Somewhere in the Night cover

Somewhere in the Night

by Jeffrey N. McMahan

All of the protagonists of the eight horror tales here are gay, allowing McMahan both a new twist on chiller standbys, such as vampirism and spirit possession, and an intriguing perspective on the complexities of gay life. Devilish energy and macabre wit glitter throughout. One vampire, for example, is an unwillingly undead ghoul with a heart of gold who pities the beautiful men he kills--yet he is reluctant to bestow the dubious gift of a vampire's immortality lest his liaisons with them grow tiresome over the millennia. A few stories teeter precariously between effective shock and the merely grisly: gory details menace the exposition of "Two-faced Johnny," in which a vain young man at a strange Halloween party is transformed permanently into the gruesome being of his costume. "Fantasyland," about a young boy who takes refuge in daydreams from his brutal rape until he rescues another boy from the same assailants, is the richest entry, a trenchant meditation on coming out as gay in a hostile society.

Chappie’s discussion starters

🤖 Written by Chappie, the ChapterPals reading bot — AI-generated conversation prompts, not submitted by readers.

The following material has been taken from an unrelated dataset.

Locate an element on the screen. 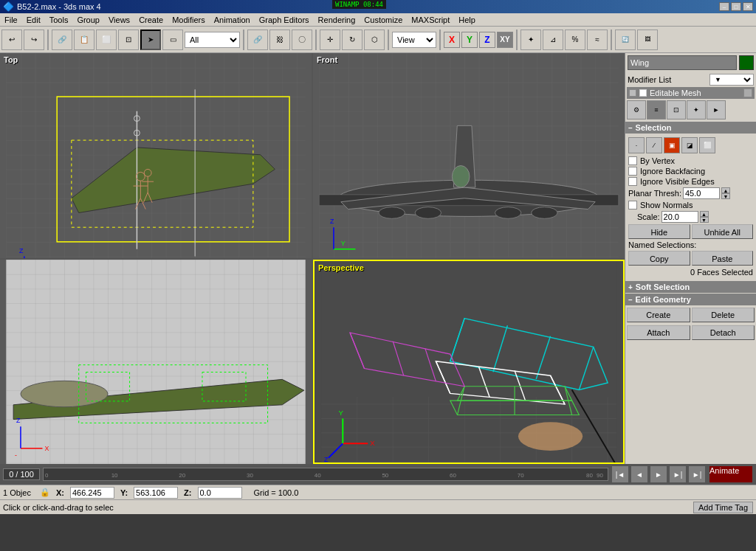 This screenshot has width=756, height=551. add-time-tag-btn: Add Time Tag is located at coordinates (724, 507).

  1. Which character stayed with you after you turned the last page, and why?
  2. Was there a moment where you disagreed with a character’s choice? What would you have done?
  3. What theme did this book keep circling back to — and did it earn its ending?
  4. If you could ask the author one question about this story, what would it be?
  5. Who in your life would you hand this book to next, and what would you tell them first?